Itried to see Ozzy and Miles while they were locked in the Prison Tower, but no one was allowed inside, no messages permitted.

The Chancellor interrogated Chay and me. We told him everything that Rocco had done since the very first week of school. It didn’t matter. All they cared about was Wade’s death.

The guilt is choking, crushing, suffocating me.

I can’t even apologize to Ozzy because he took his mother’s body back to Tasmania, and he won’t be returning to Kingmakers.

I write him letters, letters to his father, too.

He hasn’t responded. I don’t expect him to.

He already said what he wanted to say, in a note left on Miles’ bed, addressed to both of us:

It’s not your fault. Be safe and be well.

Neither Miles nor I believe it.

It is our fault.

We wanted what we were forbidden to have.

The mood at Kingmakers is somber and dark in the weeks following Mrs. Duncan’s death. None of the students had witnessed an execution before. We all knew the rules, but the reality was distant. Now it’s right in front of our faces. Fun and games are at an end.

People whisper as I pass. They stare at me.

I feel like I’m cursed.

Anyone who tries to help me is cursed, too.

I’m scared to be around anyone, even Anna and Chay and Cat. Especially Cat.

Now that Rocco has wounded Miles so successfully, shaming him and cutting away his best friend, I can’t help but fear that he’ll attack Cat next. He wants to isolate me from everyone I love. He won’t allow me any help or support.

He’s started following me again.
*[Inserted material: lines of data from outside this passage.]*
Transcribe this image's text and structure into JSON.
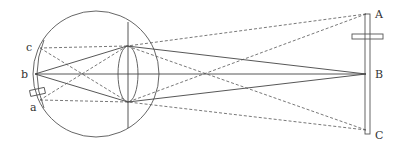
{
  "diagram": {
    "object_labels": {
      "A": "A",
      "B": "B",
      "C": "C"
    },
    "retina_labels": {
      "a": "a",
      "b": "b",
      "c": "c"
    },
    "eye": {
      "cx": 96,
      "cy": 74,
      "r": 63
    },
    "lens": {
      "cx": 128,
      "cy": 74,
      "rx": 10,
      "ry": 28
    },
    "points": {
      "A": [
        366,
        14
      ],
      "B": [
        366,
        74
      ],
      "C": [
        366,
        130
      ],
      "a": [
        40,
        100
      ],
      "b": [
        35,
        74
      ],
      "c": [
        40,
        48
      ],
      "lens_top": [
        127,
        46
      ],
      "lens_bottom": [
        128,
        102
      ]
    },
    "ray_styles": {
      "B": "solid",
      "A": "dashed",
      "C": "dashed"
    },
    "colors": {
      "line": "#444444",
      "text": "#333333",
      "background": "#ffffff"
    }
  }
}
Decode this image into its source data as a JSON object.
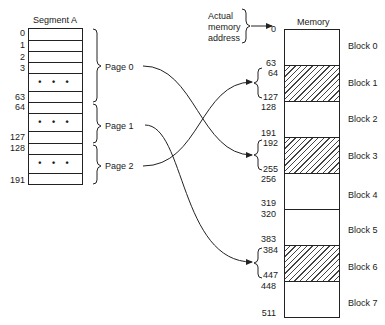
{
  "segment": {
    "title": "Segment A",
    "rows": [
      {
        "label": "0",
        "top": 0,
        "height": 12
      },
      {
        "label": "1",
        "top": 12,
        "height": 11
      },
      {
        "label": "2",
        "top": 23,
        "height": 11
      },
      {
        "label": "3",
        "top": 34,
        "height": 11
      },
      {
        "label": "",
        "top": 45,
        "height": 18,
        "dots": "• • •"
      },
      {
        "label": "63",
        "top": 63,
        "height": 11
      },
      {
        "label": "64",
        "top": 74,
        "height": 11
      },
      {
        "label": "",
        "top": 85,
        "height": 18,
        "dots": "• • •"
      },
      {
        "label": "127",
        "top": 103,
        "height": 12
      },
      {
        "label": "128",
        "top": 115,
        "height": 11
      },
      {
        "label": "",
        "top": 126,
        "height": 19,
        "dots": "• • •"
      },
      {
        "label": "191",
        "top": 145,
        "height": 12
      }
    ],
    "pages": [
      {
        "label": "Page 0",
        "maps_to_block": "Block 1"
      },
      {
        "label": "Page 1",
        "maps_to_block": "Block 6"
      },
      {
        "label": "Page 2",
        "maps_to_block": "Block 3"
      }
    ],
    "dots": "• • •"
  },
  "memory": {
    "title": "Memory",
    "address_caption": [
      "Actual",
      "memory",
      "address"
    ],
    "blocks": [
      {
        "label": "Block 0",
        "start": "0",
        "end": "63",
        "hatched": false
      },
      {
        "label": "Block 1",
        "start": "64",
        "end": "127",
        "hatched": true
      },
      {
        "label": "Block 2",
        "start": "128",
        "end": "191",
        "hatched": false
      },
      {
        "label": "Block 3",
        "start": "192",
        "end": "255",
        "hatched": true
      },
      {
        "label": "Block 4",
        "start": "256",
        "end": "319",
        "hatched": false
      },
      {
        "label": "Block 5",
        "start": "320",
        "end": "383",
        "hatched": false
      },
      {
        "label": "Block 6",
        "start": "384",
        "end": "447",
        "hatched": true
      },
      {
        "label": "Block 7",
        "start": "448",
        "end": "511",
        "hatched": false
      }
    ]
  },
  "colors": {
    "line": "#222222",
    "background": "#ffffff"
  }
}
He watches me everywhere I go. Always staring. Always smiling.

Chay is devastated by what happened to Ozzy, and even more unhappy that he’s gone. She begged him to stay at school, or at least come back in the fall, but he refused.

Since he left she’s fallen into a deep depression, stumbling to class barefaced and red-eyed, her hair in a tangled bun, a state in which I had never seen her even once before.
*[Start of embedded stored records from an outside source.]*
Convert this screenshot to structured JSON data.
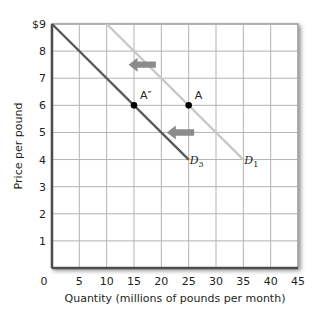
{
  "chart_data": {
    "type": "line",
    "title": "",
    "xlabel": "Quantity (millions of pounds per month)",
    "ylabel": "Price per pound",
    "xlim": [
      0,
      45
    ],
    "ylim": [
      0,
      9
    ],
    "grid": true,
    "x_ticks": [
      0,
      5,
      10,
      15,
      20,
      25,
      30,
      35,
      40,
      45
    ],
    "y_ticks": [
      1,
      2,
      3,
      4,
      5,
      6,
      7,
      8,
      9
    ],
    "y_tick_labels": [
      "1",
      "2",
      "3",
      "4",
      "5",
      "6",
      "7",
      "8",
      "$9"
    ],
    "x_tick_labels": [
      "0",
      "5",
      "10",
      "15",
      "20",
      "25",
      "30",
      "35",
      "40",
      "45"
    ],
    "series": [
      {
        "name": "D1",
        "label_main": "D",
        "label_sub": "1",
        "color": "#c8c8c8",
        "points": [
          [
            10,
            9
          ],
          [
            35,
            4
          ]
        ]
      },
      {
        "name": "D3",
        "label_main": "D",
        "label_sub": "3",
        "color": "#58595b",
        "points": [
          [
            0,
            9
          ],
          [
            25,
            4
          ]
        ]
      }
    ],
    "annotations": [
      {
        "type": "point",
        "label": "A",
        "x": 25,
        "y": 6
      },
      {
        "type": "point",
        "label": "A″",
        "x": 15,
        "y": 6
      },
      {
        "type": "arrow",
        "direction": "left",
        "x_from": 19,
        "x_to": 14,
        "y": 7.5,
        "color": "#8c8c8c"
      },
      {
        "type": "arrow",
        "direction": "left",
        "x_from": 26,
        "x_to": 21,
        "y": 5,
        "color": "#8c8c8c"
      }
    ],
    "legend": "none"
  },
  "colors": {
    "axis": "#4d4d4f",
    "grid": "#b3b3b3",
    "shadow": "#bdbdbd",
    "point": "#000000"
  }
}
She’s developed a hatred for Rocco that almost surpasses my own. She always disliked him from their days in secondary school. Now she harbors a burning rage that frightens me, because I worry that she might act impulsively, given the chance.
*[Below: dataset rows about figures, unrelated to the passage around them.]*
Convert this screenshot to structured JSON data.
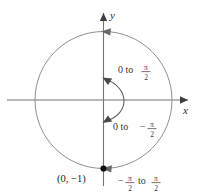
{
  "figure": {
    "type": "unit-circle-angle-diagram",
    "axes": {
      "x_label": "x",
      "y_label": "y"
    },
    "point": {
      "label": "(0, −1)",
      "x": 0,
      "y": -1
    },
    "annotations": {
      "upper_arc": {
        "prefix": "0 to",
        "sign": "",
        "numerator": "π",
        "denominator": "2"
      },
      "lower_arc": {
        "prefix": "0 to",
        "sign": "−",
        "numerator": "π",
        "denominator": "2"
      },
      "full_arc": {
        "sign": "−",
        "numerator1": "π",
        "denominator1": "2",
        "middle": "to",
        "numerator2": "π",
        "denominator2": "2"
      }
    },
    "colors": {
      "axis": "#6e6e6e",
      "circle": "#8a8a8a",
      "arc": "#555555",
      "point": "#111111",
      "text": "#2b2b2b"
    }
  }
}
Rocco is a plague unleashed by me.

There’s only one way to stop it.

Two weeks after Ozzy leaves, I visit Miles in his half-empty dorm room. As soon as he sees my face, he knows why I’ve come.

“Don’t,” he begs me. “Don’t say it.”

“I have to.”

I swore I wouldn’t cry, but something hot and wet is already running down both sides of my face.

“I can’t see you anymore,” I tell him.

Miles looks at me. He’s still thin from his week in the tower. I doubt he’s been eating since. Shadows mark his under-eyes and the hollows of his cheeks. His gray eyes look large and dark. Veins stand out on his arms and the backs of his hands.